An older man in an army cap and a denim shirt with holes in it pointed a rifle at the windscreen.

Pete responded by bringing his carbine to his shoulder.

Tab said: ‘Easy, Pete.’

‘I won’t fire first,’ Pete said.

Tab reached over the back of the seat into the rear of the car and pulled a T-shirt out of a cardboard box. Then he got out of the car.

Tamara said anxiously: ‘What are you doing?’

Tab did not answer.

He walked forward, with several guns trained on him, and Tamara put her fist in her mouth.

But Tab did not seem scared. He approached the denim shirt, who pointed his rifle straight at Tab’s chest.

Speaking Arabic, Tab said: ‘Good day to you, captain. I am with these foreigners today.’ He was pretending to be some kind of guide or escort. ‘Please allow them to pass.’ Then he turned back to the car and shouted, still in Arabic: ‘Don’t shoot! Don’t shoot! These are my brothers!’ Switching to English, he shouted: ‘Pete, lower the gun.’

Reluctantly, Pete moved the rifle butt from his shoulder and held the gun diagonally across his chest.

After a pause, the denim shirt lowered his rifle.

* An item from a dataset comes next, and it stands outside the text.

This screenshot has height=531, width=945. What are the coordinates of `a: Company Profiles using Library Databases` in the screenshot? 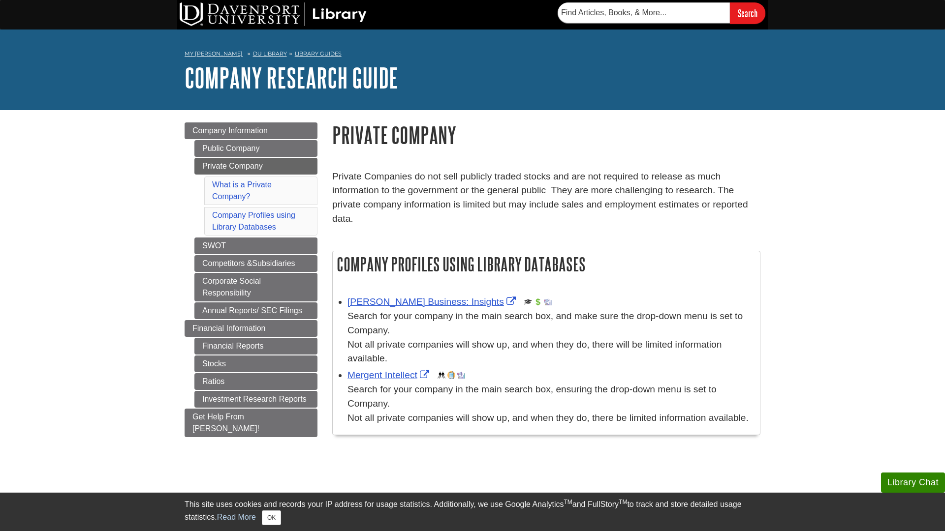 It's located at (253, 221).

Tab handed the T-shirt to the man, who unfolded it. It was dark blue with a red-and-white vertical stripe, and after a moment’s thought Tamara figured it was the uniform shirt of Paris Saint-Germain, the most popular soccer team in France. The man beamed delightedly.

Tamara had wondered why Tab had brought that cardboard box with him. Now she knew.

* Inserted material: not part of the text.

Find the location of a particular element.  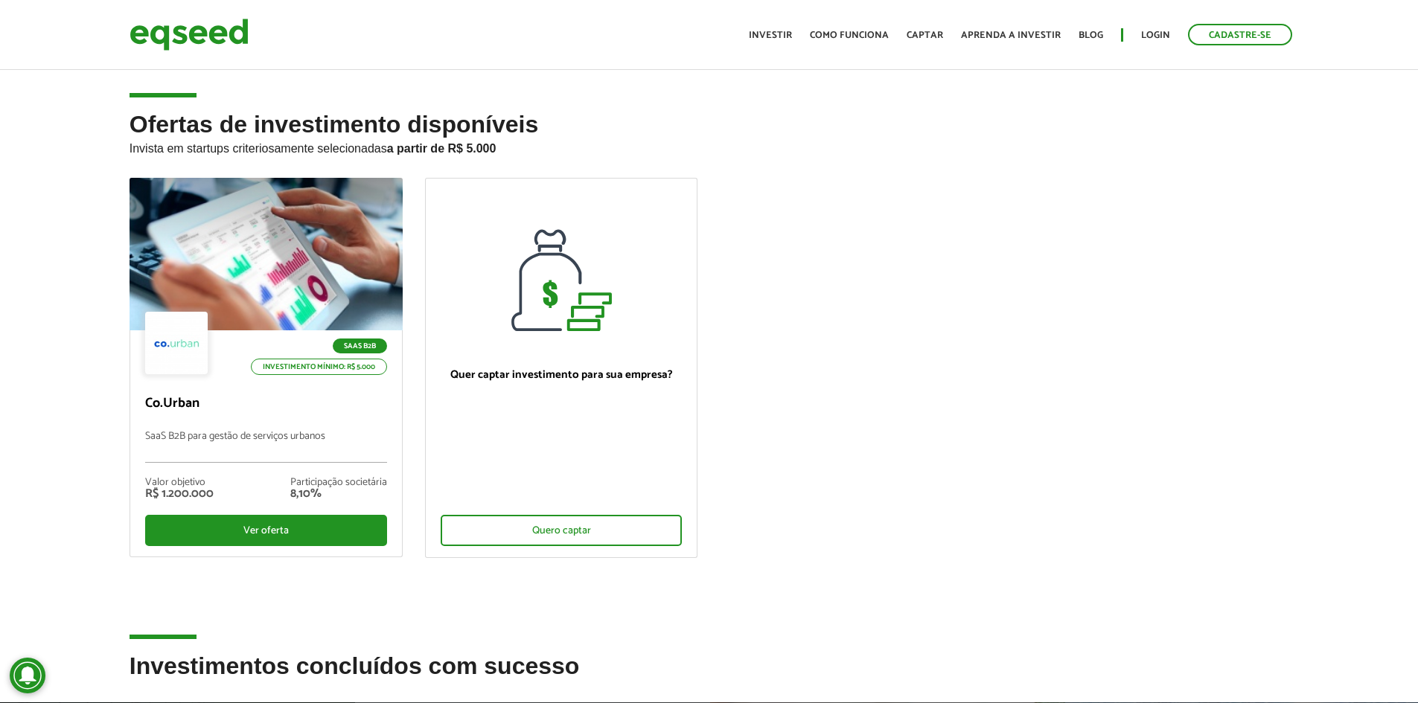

The man took off his old shirt and pulled the new one over his head.

The atmosphere changed. The soldiers crowded around, admiring the shirt, then looked expectantly at Tab. Tab turned to the car and said: ‘Tamara, pass me the box, please?’

She reached into the rear and picked up the box then handed it through the open car door. Tab gave them all a shirt.

The soldiers looked thrilled and several of them put the shirts on.

Tab shook the hand of the man he had called ‘captain’, saying: ‘Ma’a as-salaama,’ goodbye. He returned to the car with the nearly empty box, got in, slammed the door, and said: ‘Go, Ali, but slowly.’

The car crept forward. The happy gangsters waved Ali to a prepared route along the verge of the road, skirting the parked truck. On the far side Ali steered back to the road.

As soon as the tyres touched the concrete surface, Ali floored the pedal and the car roared away from the roadblock.

Tab put his box into the rear.

Tamara let out a long breath of relief. She turned to Tab and said: ‘You were so cool! Weren’t you scared?’

He shook his head. ‘They’re scary, but they don’t usually kill people.’

‘Good to know,’ said Tamara.





CHAPTER 2


Four weeks earlier Abdul had been two thousand miles away in the lawless West African country of Guinea-Bissau, classified a narco state by the United Nations. It was a hot, wet place with a monsoon season that poured and dripped and steamed for half the year.

Abdul had been in the capital city, Bissau. He was in an apartment with a room overlooking the docks. There was no air-conditioning, and his shirt clung to his sweaty skin.

His companion was Phil Doyle, twenty years older, a senior officer of the CIA, a bald guy in a baseball cap. Doyle was based at the American embassy in Cairo, Egypt, and was in charge of Abdul’s mission.

Both men were using binoculars. The room was in darkness. If they were spotted they would be tortured and killed. By the light coming in from outside Abdul could just about make out the furniture around him: a sofa, a coffee table, a TV set.